Let's review this timeline again:
July 2009 - symptoms begin, Kelly is convinced she has a tapeworm based on eating buttloads of food yet losing weight by the day. She poops in a jar and doctor says she's fine. She enjoys this random & drastic weight loss.
February 2010 - Kelly ends up in ER after a resting heart rate of 150+ for more than 24 hours. Diagnosed with Graves' disease, and finds out it's one of the most severe cases her physician has ever seen.
February 2011 - Kelly swallows a radioactive pill that will eventually kill her thyroid.
August 2011 - Pill finally works. Kelly becomes hypOthyroid the same week her eyes bug out of her head.
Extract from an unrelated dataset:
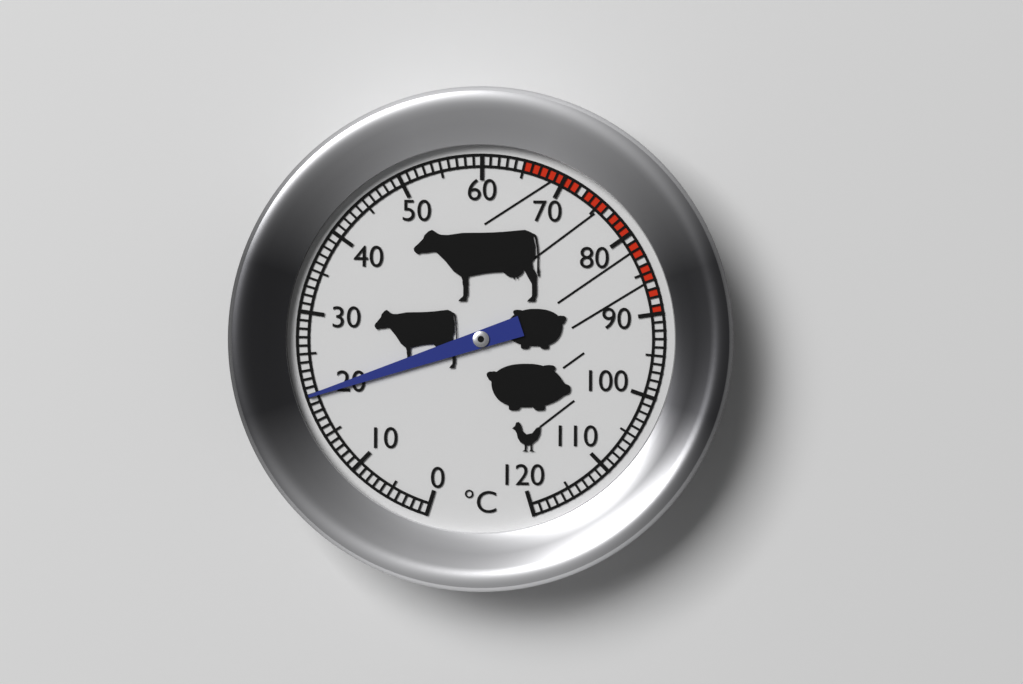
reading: 20 °C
August 2011-August 2012 - Kelly and her endocrinologists struggle to find the correct dose of Synthroid. First she becomes hypER and endocrinologist continues to lower dose every six weeks. After a three-month hiatus from doctor's appointments and bloodwork, Kelly finds out she is hypO again and needs a higher dose.
August 2012 - For the first time in a long time (3+ years), Kelly has achieved euthyroid - meaning her thyroid levels are normal.
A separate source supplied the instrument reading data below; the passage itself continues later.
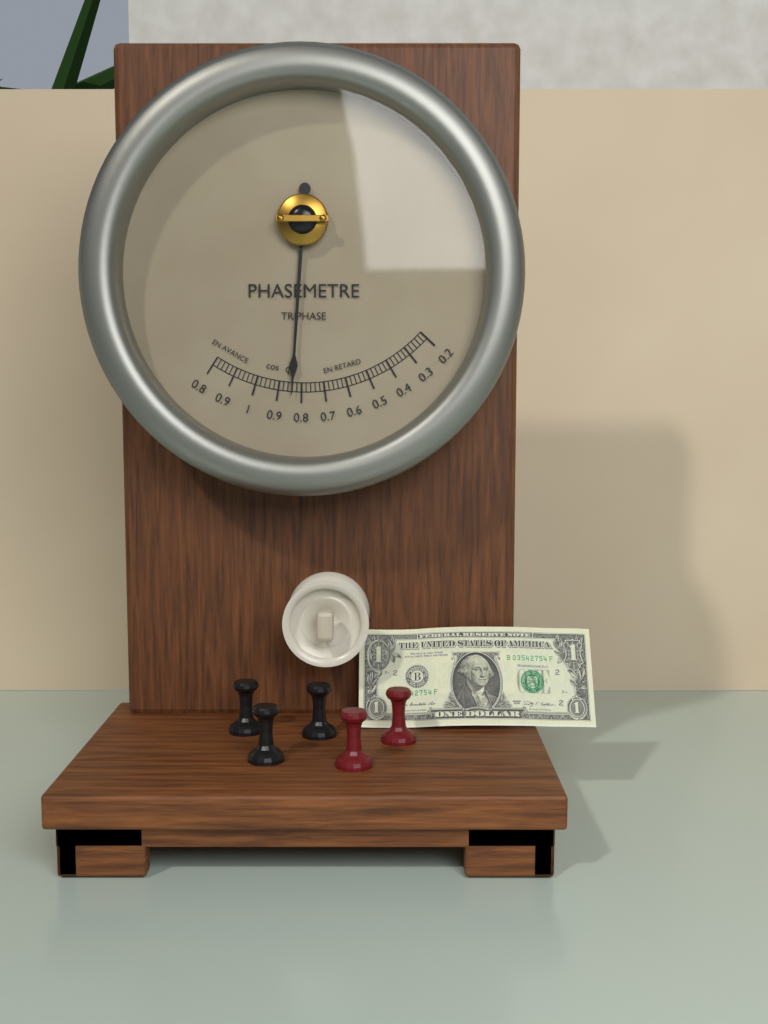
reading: 0.84 cos φ
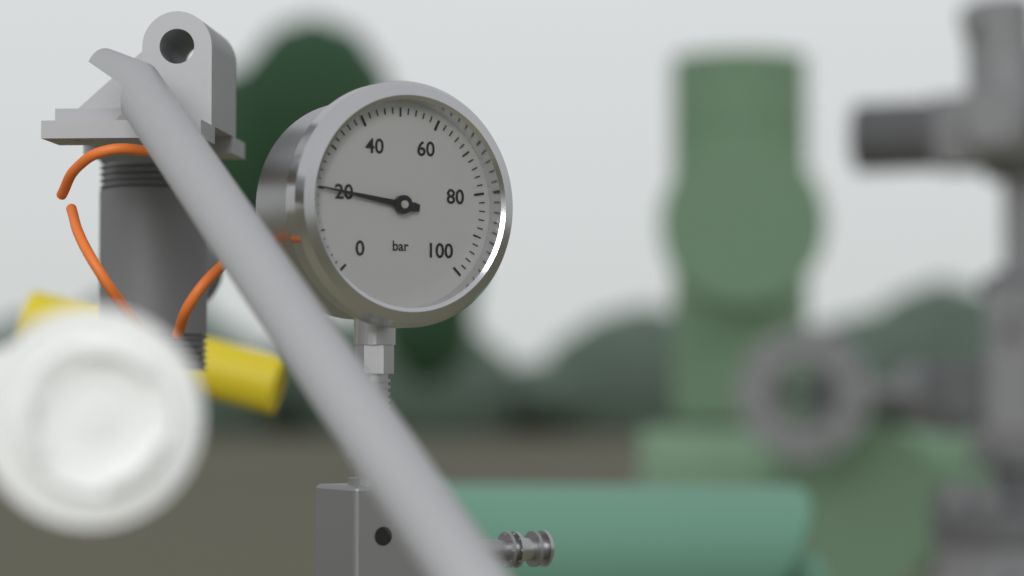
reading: 20 bar
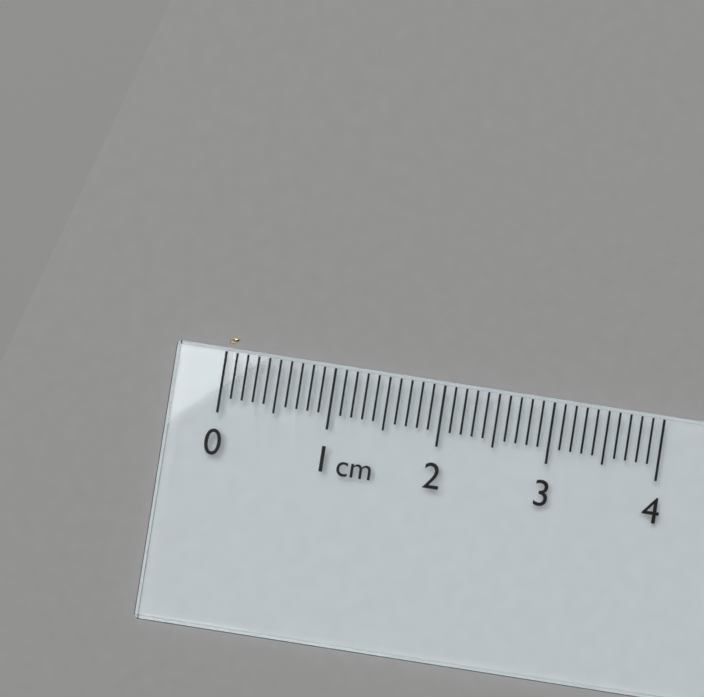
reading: 0.1 cm
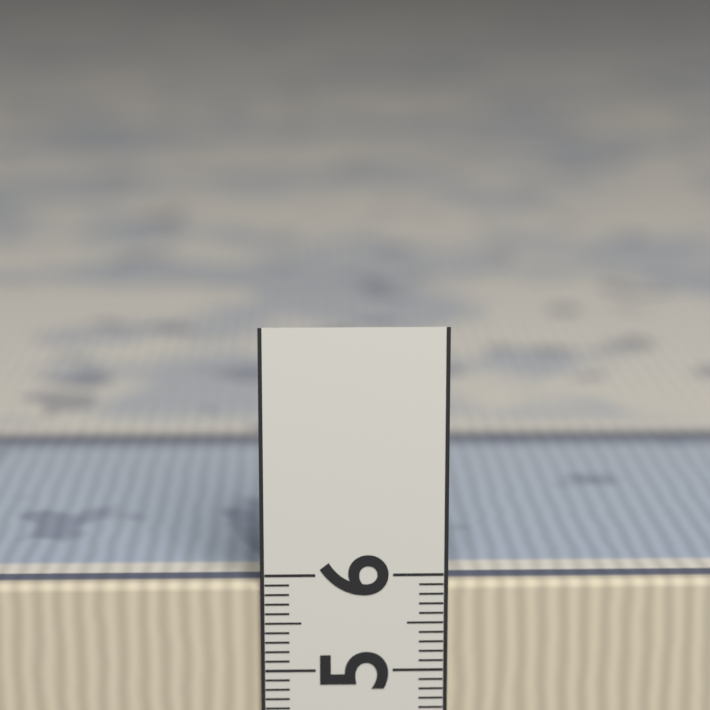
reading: 5.9 (no unit)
October 2012 - Just kidding. Kelly is hypER again and needs a lower dose.
January 2013 - Back to normal. Stay on the same dose. Test again in two months.
image from theinfertilityvoice.com |
I just hope this lasts. I feel good. I haven't had a sinus infection since I took antibiotics for the one I got right before Christmas. I've avoided the flu/colds everyone else seems to have succumbed to. I've lost 2.5lbs this week by staying under a strict calorie limit and exercising every day - either running (I'm training for a 5K), ashtanga yoga, or stability ball workouts. I no longer need a gym to feel motivated to exercise because seeing that small number on the scale is all the motivation I need to keep going. On days like today, however, it would be nice to be able to get a run in somewhere indoors, but interval training on a treadmill is a b*tch and I'm simply too cheap to pay to use a treadmill. Like I've said before, I could always use the gym at work but I'm trying not to spend a single second more than 40 hours a week here. I also purchased a FitBit Zip, although it seems like a glorified pedometer unless I'm doing something wrong (in that case, please enlighten me in the comments section). It actually doesn't work all the time - sometimes failing to count a single step during a 60-second walk around my house - and I thought it would work sort of like a heart monitor, counting extra calories burned during workouts, but it doesn't. I guess I didn't really know what I was buying even though I'd been eyeing it for months.